At this point, I'd stopped considering traveling to Panama. Others from church had taken an interest, and my Spanish-speaking skills were rusty. But then my husband, Mark, jumped at the chance to go.
But in times of desperate worrying, the Holy Spirit reminds us of the good news to which we are called. We are called to love and serve others because God loved us first (1 John 4:9-10, 19).
The Panama church lavished hospitality onto Mark and the Iowa team. A volunteer cook served beef stews and lentils, full lunches each day, to thank them for leading a VBS program for their youth. The VBS children had practiced and sang “The Blessing” in English upon their arrival. Many of these children had walked a mile in tropical humidity just to participate.
One local family gave their harvest of mandarins from a backyard tree as a thank-you gift. Matt and Angie, along with the local pastor, Ulises, and his wife, spent the days with the Iowa team, sharing stories after lunch. They reclined in hammocks and sat in chairs on the concrete patio, built three months ago, funded by both churches.
Each afternoon, Mark helped with church-building improvements. While mixing mortar to stack concrete blocks for a wall, a local man, Ariel, taught Mark how to use local tooling for construction projects. The four days they worked together, Ariel and Mark lifted bricks onto metal rebar to form additional rooms onto the church building.
Meanwhile, the two men formed a friendship. Mark says Ariel’s joy spilled out when speaking of his family, his church, his community, drawing them to share conversations even though they had to use hand motions and Google translate to communicate. Mark and Ariel have stayed in touch. They send messages across 3,000 miles, furthering a friendship that transcends hometowns and thrives on an identity found in Jesus.
A healthy partnership
When people from Hope talk about the mountain village in Panama, I see in their faces how a healthy partnership has formed. A shared camaraderie of two cultures expands as more visits continue. But what about the rest of us?

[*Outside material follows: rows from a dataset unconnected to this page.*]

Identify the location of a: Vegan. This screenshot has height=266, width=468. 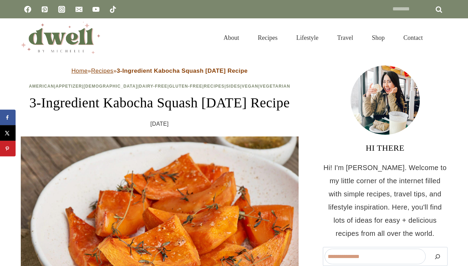
(250, 86).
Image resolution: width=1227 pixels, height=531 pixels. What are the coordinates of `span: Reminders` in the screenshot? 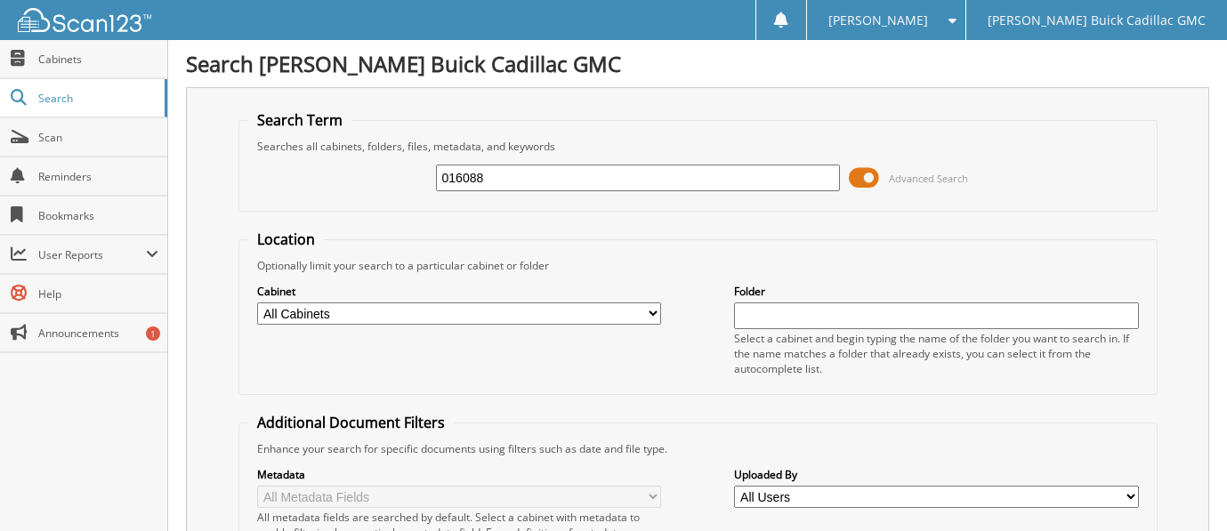 It's located at (98, 176).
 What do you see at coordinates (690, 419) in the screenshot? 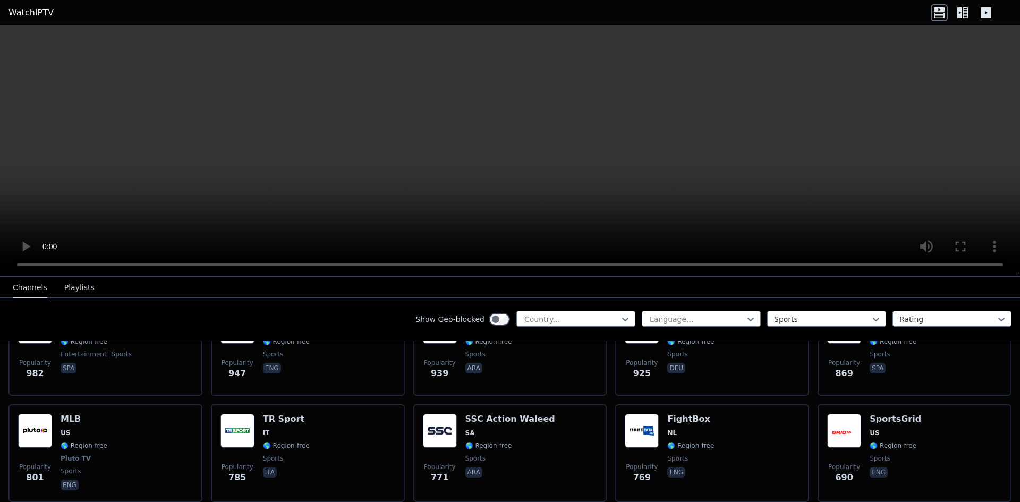
I see `h6: FightBox` at bounding box center [690, 419].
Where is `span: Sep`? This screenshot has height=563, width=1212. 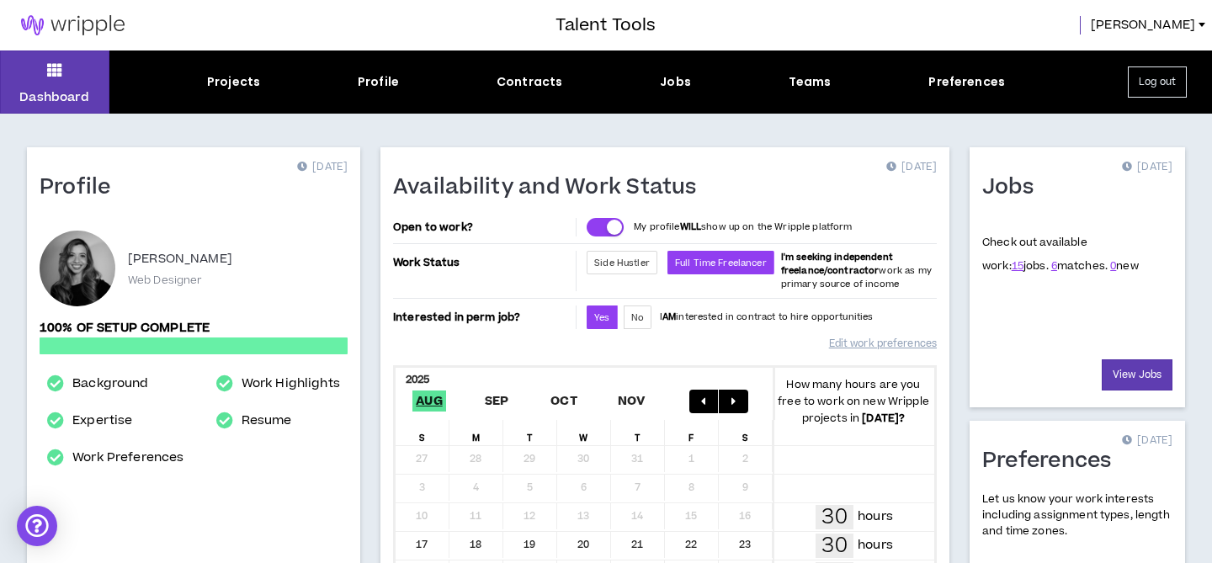 span: Sep is located at coordinates (497, 401).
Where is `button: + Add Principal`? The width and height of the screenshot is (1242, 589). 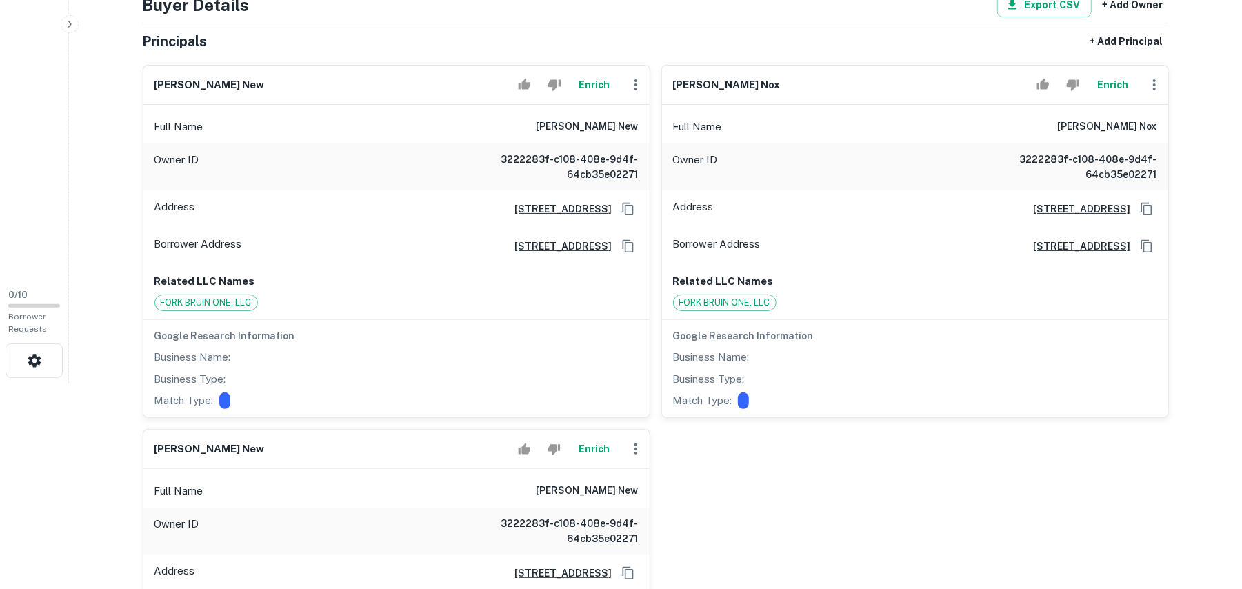 button: + Add Principal is located at coordinates (1127, 41).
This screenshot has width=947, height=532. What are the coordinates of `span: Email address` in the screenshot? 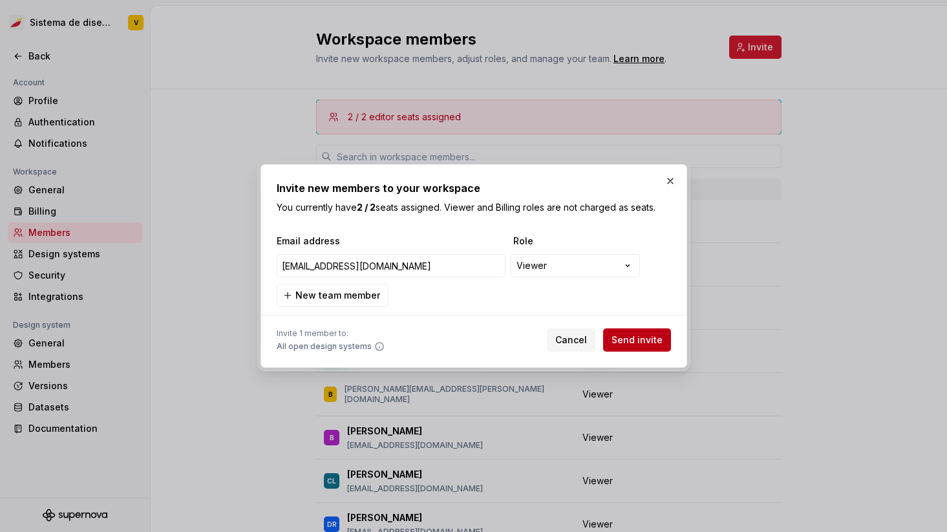 It's located at (392, 241).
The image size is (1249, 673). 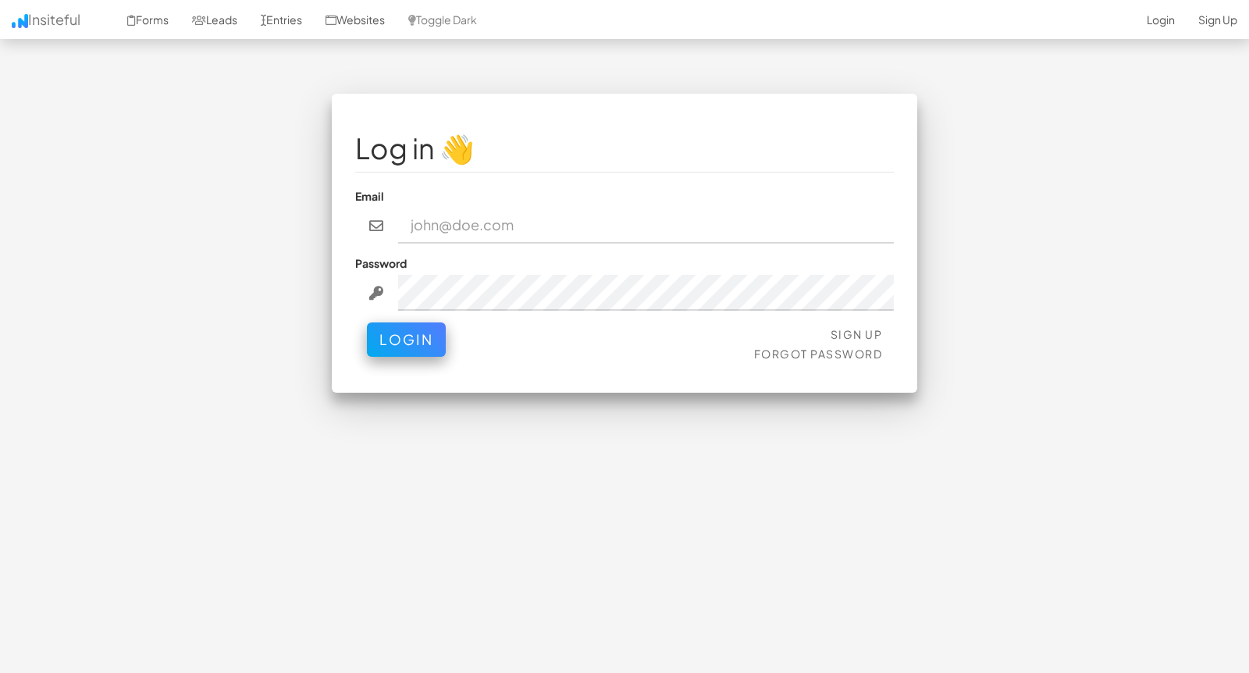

I would love for Ulises and Alma or Matt and Angie to visit us in Iowa. To hear them speak about Jesus and the growth of their Panama church. But for now, I recognize a growing partnership with Panama in my own heart as Mark and I cook a Panamanian recipe—beef stew with lentils—and Mark texts a picture to Ariel, who sends back a short video clip of him and his wife.
The healthy partnership shows up locally when I hear church staff say, “We know Ulises and Alma certainly pray for Hope Church Dubuque” and how this might spur us to pray for their growing community. The partnership takes root visibly in the handmade gifts that multiply and hang next to the wooden map of Panama in the church café.
I’d like to visit Panama someday too. Retracing details from this story helped me acknowledge steps that built the healthy partnership, and how my hesitation underestimated the gospel working in and through believers and churches that Christ loves.
Whether it’s fear of the unknown or fear of the cost, barriers and objections crumble when we remember the goodness and vastness of God. A cross-cultural partnership may display God’s glory and draw people to him while also bolstering the faith of those in both communities. EFCA churches across the U.S. should consider how they might participate.
Spurred by God’s grace, Hope Church sought out a place for our community to form a relationship, knowing it would be a process for affection and unity to be established. Perhaps the people in the small mountain village felt reservation at being paired with us. But this partnership spurs both our faith and theirs as we endeavor to live for the same Jesus we love.